Tuesday, November 02, 2010

Comics: Last week!

Last week's comics were all over the place in terms of quality, but certain images stand out. Let's pick two for Marvel and two for DC and see what we get, shall we?

Marvel's worst image of the week would have to be the cover of the latest issue of the Avengers' most recent re-launch:



although I'll give this monstrosity its due: it perfectly reflects the disaster this opening run of the book's first storyline has been from the start. It's hyperactive, confused, and incredibly misleading (nothing even closely resembling that scene happens in the issue, needless to say). 'Old' Hulk is grabbing Thor's tunic; but Thor is smacking him across the face with his hammer; but Thor's helmet is falling off, for some reason; but there's some weird-looking young woman jumping over the two of them like it was a dance contest; but the Avengers logo is shattering, for some reason … etc. Actually reading the issue isn't any less painful or distracting – just more prolonged.

DC's worst image isn't actually bad – but it also serves as perfect visual shorthand for the whole issue's contents. Smack dab in the middle of the latest issue of the Teen Titans, we get this:



That's sensitive young Connor Kent – i.e. Superboy – getting all sympathetic with Wonder Girl (because this is the 21st century, the scene takes place after they've done some heavy kissing and caressing), pausing in the middle of a make-out session to hear about all the things that are bothering her this week. It's plodding, TV melodrama-type stuff, and that's been a besetting problem with the Titans for about 900 issues now: no writer has come along in quite some time who seems willing to just ignore the impossibly complicated back-stories of every single character on the team and just make the book exciting again. Instead, we get scene after scene like this one (although usually not so prettily drawn), in which meaning and melodrama are hashed out endlessly in place of anything actually happening. It's possible the writer and artist felt they needed to get this stuff out of the way first – the set-up for next issue looks very promising, at last – but we'll see.

Luckily, it's not all bad news! DC also furnished one of the best issues of the week, in which Lex Luthor, thinking he's dead, has an issue-long angry discussion with Death herself – the teenaged girl-waif Death from Neil Gaiman's interminably pretentious “Sandman” run. At one point, Lex (who here proves again and again the truth of the old theater axiom that villains get to be ten times more interesting psychologically than heroes), trying to figure out what's going on, makes a ranting mention of DC's biggest, most-hyped crossover event of the summer, saying all of this must be connected somehow to the Black Lanterns and Darkest Night. To which Death has an answer that's hilariously blasé:



And even that panel can't hold a candle to the best visual of the week. Over at Marvel, Ben Grimm has been given the ability to temporarily revert to his human form, and he and Johnny Storm decide to make the most of it by filling the day with a host of long-postponed 'normal' activities that Ben could never quite do in his monstrous Thing persona. And one of those activities is a pure gift to us long-time fans:



Impossible to beat that, this time around. But who knows what the next batch of comics will hold?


_YOUR TASK_:
What follows is a set of entries; retype all of them exactly.

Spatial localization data
──────────────────────────────
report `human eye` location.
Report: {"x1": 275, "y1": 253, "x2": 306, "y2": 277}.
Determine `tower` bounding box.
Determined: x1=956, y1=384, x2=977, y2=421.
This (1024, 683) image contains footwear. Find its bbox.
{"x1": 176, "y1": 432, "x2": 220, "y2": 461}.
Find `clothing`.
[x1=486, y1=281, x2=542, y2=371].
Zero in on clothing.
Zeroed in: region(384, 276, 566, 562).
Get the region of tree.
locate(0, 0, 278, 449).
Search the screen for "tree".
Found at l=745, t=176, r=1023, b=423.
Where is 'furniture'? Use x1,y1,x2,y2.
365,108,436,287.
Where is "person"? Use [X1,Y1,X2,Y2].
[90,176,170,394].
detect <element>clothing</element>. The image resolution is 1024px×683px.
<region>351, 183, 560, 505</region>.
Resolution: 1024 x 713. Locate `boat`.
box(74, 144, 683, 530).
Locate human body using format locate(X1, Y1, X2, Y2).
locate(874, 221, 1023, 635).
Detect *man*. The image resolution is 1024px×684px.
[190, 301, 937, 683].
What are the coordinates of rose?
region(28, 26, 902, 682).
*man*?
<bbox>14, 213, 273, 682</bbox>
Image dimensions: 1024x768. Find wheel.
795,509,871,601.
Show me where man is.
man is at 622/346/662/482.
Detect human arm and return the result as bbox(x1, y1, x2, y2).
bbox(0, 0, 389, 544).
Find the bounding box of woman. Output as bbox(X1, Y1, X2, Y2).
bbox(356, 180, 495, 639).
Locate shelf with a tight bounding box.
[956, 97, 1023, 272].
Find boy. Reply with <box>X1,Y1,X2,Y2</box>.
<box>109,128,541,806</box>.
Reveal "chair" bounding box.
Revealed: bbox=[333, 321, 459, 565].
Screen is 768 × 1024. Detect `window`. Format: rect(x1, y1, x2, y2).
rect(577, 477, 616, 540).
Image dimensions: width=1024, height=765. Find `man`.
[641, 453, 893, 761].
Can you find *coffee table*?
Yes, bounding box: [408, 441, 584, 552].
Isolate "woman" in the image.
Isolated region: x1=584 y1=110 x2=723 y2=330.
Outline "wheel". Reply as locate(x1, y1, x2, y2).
──────────────────────────────
_PROBLEM SOLUTION_:
report `human eye` location.
Report: {"x1": 275, "y1": 253, "x2": 306, "y2": 277}.
Determine `tower` bounding box.
Determined: x1=956, y1=384, x2=977, y2=421.
This (1024, 683) image contains footwear. Find its bbox.
{"x1": 176, "y1": 432, "x2": 220, "y2": 461}.
Find `clothing`.
[x1=486, y1=281, x2=542, y2=371].
Zero in on clothing.
Zeroed in: region(384, 276, 566, 562).
Get the region of tree.
locate(0, 0, 278, 449).
Search the screen for "tree".
Found at l=745, t=176, r=1023, b=423.
Where is 'furniture'? Use x1,y1,x2,y2.
365,108,436,287.
Where is "person"? Use [X1,Y1,X2,Y2].
[90,176,170,394].
detect <element>clothing</element>. The image resolution is 1024px×683px.
<region>351, 183, 560, 505</region>.
Resolution: 1024 x 713. Locate `boat`.
box(74, 144, 683, 530).
Locate human body using format locate(X1, Y1, X2, Y2).
locate(874, 221, 1023, 635).
Detect *man*. The image resolution is 1024px×684px.
[190, 301, 937, 683].
What are the coordinates of rose?
region(28, 26, 902, 682).
*man*?
<bbox>14, 213, 273, 682</bbox>
Image dimensions: 1024x768. Find wheel.
795,509,871,601.
Show me where man is.
man is at 622/346/662/482.
Detect human arm and return the result as bbox(x1, y1, x2, y2).
bbox(0, 0, 389, 544).
Find the bounding box of woman. Output as bbox(X1, Y1, X2, Y2).
bbox(356, 180, 495, 639).
Locate shelf with a tight bounding box.
[956, 97, 1023, 272].
Find boy. Reply with <box>X1,Y1,X2,Y2</box>.
<box>109,128,541,806</box>.
Reveal "chair" bounding box.
Revealed: bbox=[333, 321, 459, 565].
Screen is 768 × 1024. Detect `window`. Format: rect(x1, y1, x2, y2).
rect(577, 477, 616, 540).
Image dimensions: width=1024, height=765. Find `man`.
[641, 453, 893, 761].
Can you find *coffee table*?
Yes, bounding box: [408, 441, 584, 552].
Isolate "woman" in the image.
Isolated region: x1=584 y1=110 x2=723 y2=330.
Outline "wheel". Reply as locate(x1, y1, x2, y2).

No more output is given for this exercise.